MetabolicPhase II

Amycretin

NN9487

Single-molecule dual GLP-1 and amylin receptor agonist developed by Novo Nordisk. Available in both subcutaneous weekly and oral daily formulations. Phase 2 complete with Phase 3 obesity program starting 2026. Aims to combine the satiety mechanisms of semaglutide and cagrilintide in one peptide.

What is Amycretin?

Amycretin (development code NN9487) is a single-molecule unimolecular dual agonist of the GLP-1 receptor and the amylin receptor. It is developed by Novo Nordisk and is one of the most-watched next-generation obesity peptides — positioned as the successor to both semaglutide (GLP-1) and the CagriSema combination (GLP-1 + amylin).

The unique feature of amycretin is combining both pharmacologies in a single peptide molecule rather than co-administering two peptides. This may simplify manufacturing, dosing, and patient experience.

Amycretin is available in two formulations:

  • Subcutaneous once-weekly injection
  • Oral daily tablet (using SNAC absorption-enhancement technology, the same as Rybelsus oral semaglutide)

Mechanism of Action

Amycretin combines two complementary anti-obesity pharmacologies in one molecule:

GLP-1 receptor agonism:

  • Glucose-dependent insulin secretion
  • Glucagon suppression
  • Slowed gastric emptying
  • Central appetite suppression

Amylin receptor agonism (AMY1, AMY2, AMY3):

  • Hindbrain area postrema satiety signaling
  • Slowed gastric emptying (complementary to GLP-1)
  • Postprandial glucagon suppression
  • Modest weight loss

The hypothesis: combining these two non-overlapping satiety pathways in one molecule produces additive or synergistic weight loss compared to either alone, while preserving better lean mass than GLP-1 monotherapy.

Clinical Evidence

Phase 1b/2a subcutaneous amycretin in obesity (Lancet 2025):

  • Adults with overweight/obesity, randomized to escalating doses of weekly SC amycretin vs placebo
  • Mean weight loss up to 14.5% at week 36
  • Significantly greater than expected from semaglutide alone at comparable timepoints

Phase 1 oral amycretin in obesity (Lancet 2025):

  • Adults with overweight/obesity, oral daily tablet
  • Mean weight loss up to 10.1% at week 36
  • Notable as the first oral GLP-1+amylin combination in clinical development

Phase 2 in T2D (November 2025):

  • 448 patients with T2D, both SC and oral formulations
  • HbA1c reduction up to −1.8% (SC) and −1.5% (oral)
  • Body weight reduction up to ~14% (SC), ~10% (oral)
  • Tolerability consistent with GLP-1 class

Pipeline Status

Phase 3 obesity program initiating 2026 (sub-cutaneous formulation prioritized first; oral to follow).

The pipeline's strategic logic: Novo Nordisk is positioning amycretin as the next-generation chronic weight management peptide to follow CagriSema (which is currently under FDA NDA review). Where CagriSema is two co-administered peptides, amycretin combines both pharmacologies in one molecule — simplifying the dosing and potentially improving manufacturing economics.

Place in Future Therapy

If approved (likely 2028-2029 timing), amycretin would compete in:

  • Obesity — vs semaglutide, tirzepatide, CagriSema, retatrutide, MariTide
  • T2D — vs semaglutide, tirzepatide, mazdutide

Its key differentiator is single-molecule simplicity with dual mechanism, plus the unique availability of both injectable and oral formulations from a single drug entity.

Safety Profile

Phase 2 adverse events are consistent with the GLP-1 class:

  • Nausea, vomiting, diarrhea (predominantly during dose titration)
  • Decreased appetite (intended)
  • Manageable with slow titration

The amylin component does not appear to add meaningful adverse events beyond the GLP-1 background; it primarily contributes to efficacy.

Distinction from CagriSema and Cagrilintide

DrugCompositionDosingStatus
SemaglutideGLP-1 monotherapyWeekly SC, daily oralApproved
CagrilintideAmylin monotherapyWeekly SCPhase 3
CagriSemaCagrilintide + Semaglutide combinationWeekly SCPhase 3 / NDA filed
AmycretinSingle-molecule GLP-1 + amylin agonistWeekly SC, daily oralPhase 2 / Phase 3 starting

Amycretin is the conceptual successor to CagriSema — taking the same dual-mechanism approach but in one molecule rather than two.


Work to be completed
I'd like the full listing transcribed exactly, with no images included.
BEGIN
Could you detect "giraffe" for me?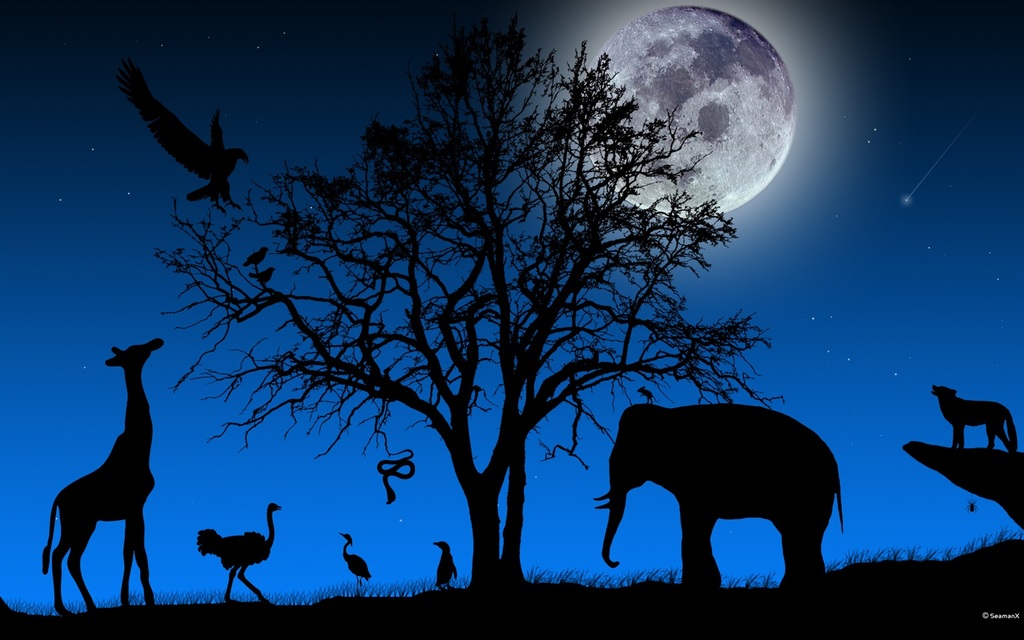
Detection result: (x1=50, y1=341, x2=165, y2=613).
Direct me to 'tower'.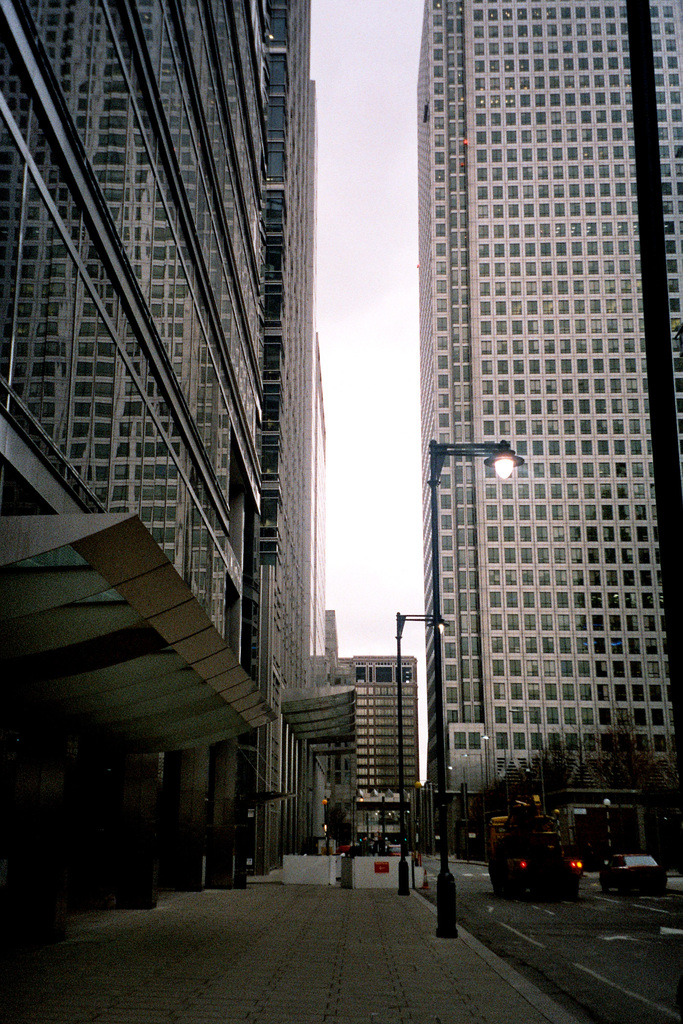
Direction: <bbox>325, 641, 415, 879</bbox>.
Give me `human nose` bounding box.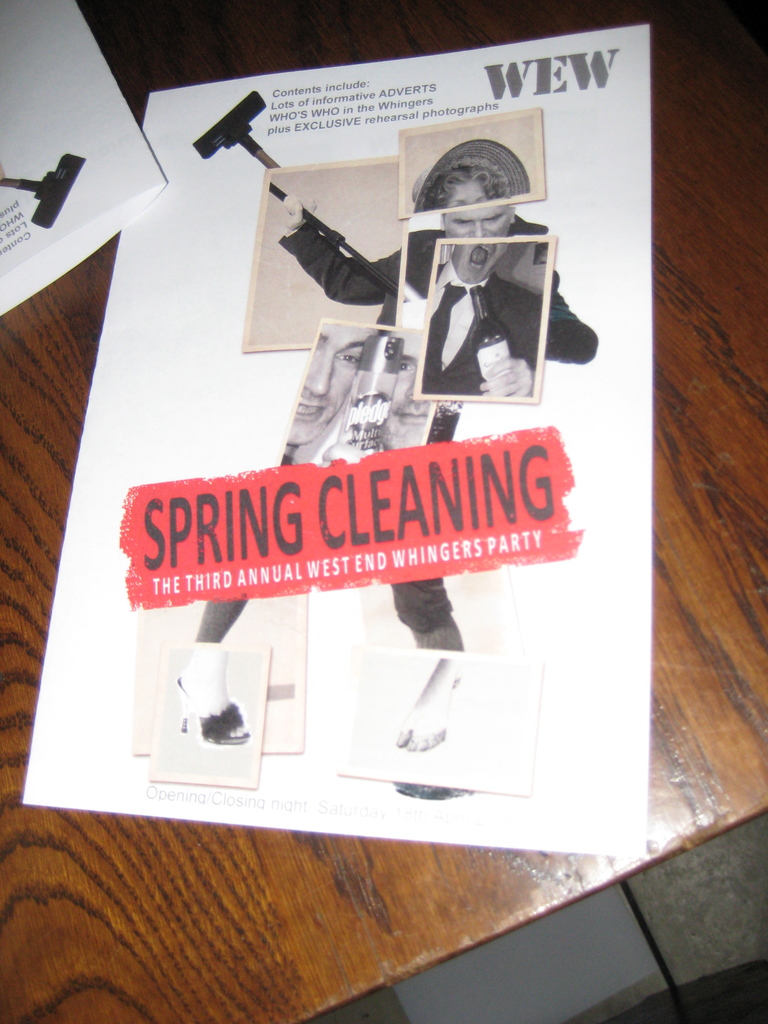
[404, 380, 428, 403].
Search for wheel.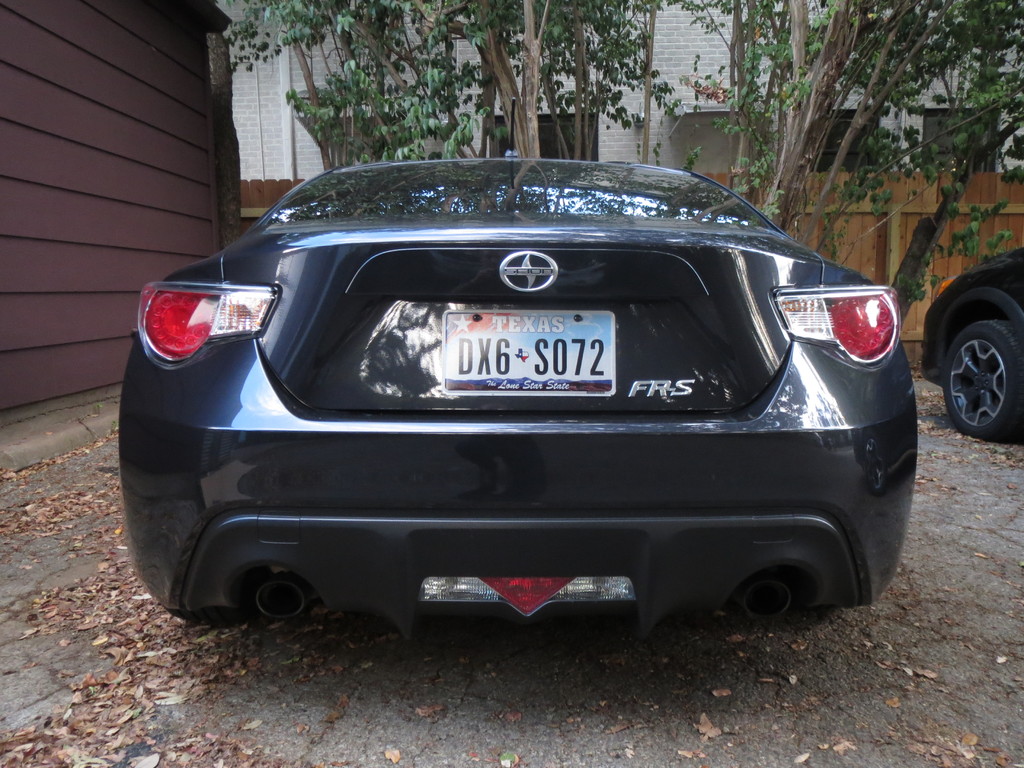
Found at [left=943, top=303, right=1016, bottom=442].
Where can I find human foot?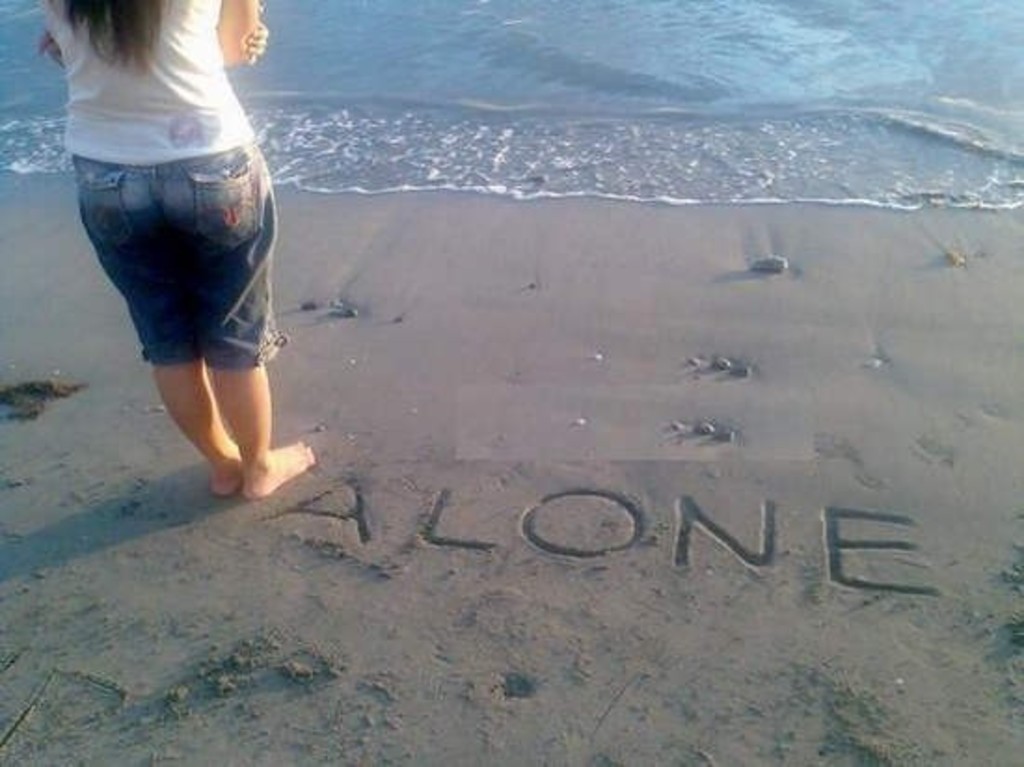
You can find it at bbox=(210, 437, 238, 497).
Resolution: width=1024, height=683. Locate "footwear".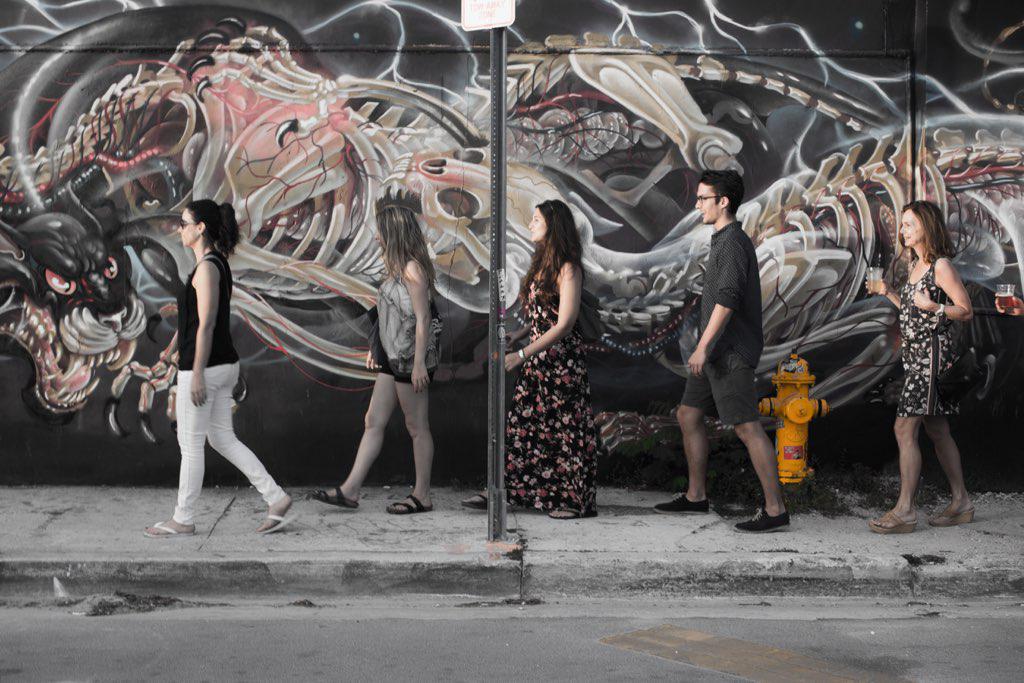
END
Result
Could you detect "giraffe" for me?
Detection result: (x1=50, y1=341, x2=165, y2=613).
Direct me to 'tower'.
Direction: <bbox>325, 641, 415, 879</bbox>.
Give me `human nose` bounding box.
[404, 380, 428, 403].
Search for wheel.
Found at [left=943, top=303, right=1016, bottom=442].
Where can I find human foot?
You can find it at bbox=(210, 437, 238, 497).
Resolution: width=1024, height=683. Locate "footwear".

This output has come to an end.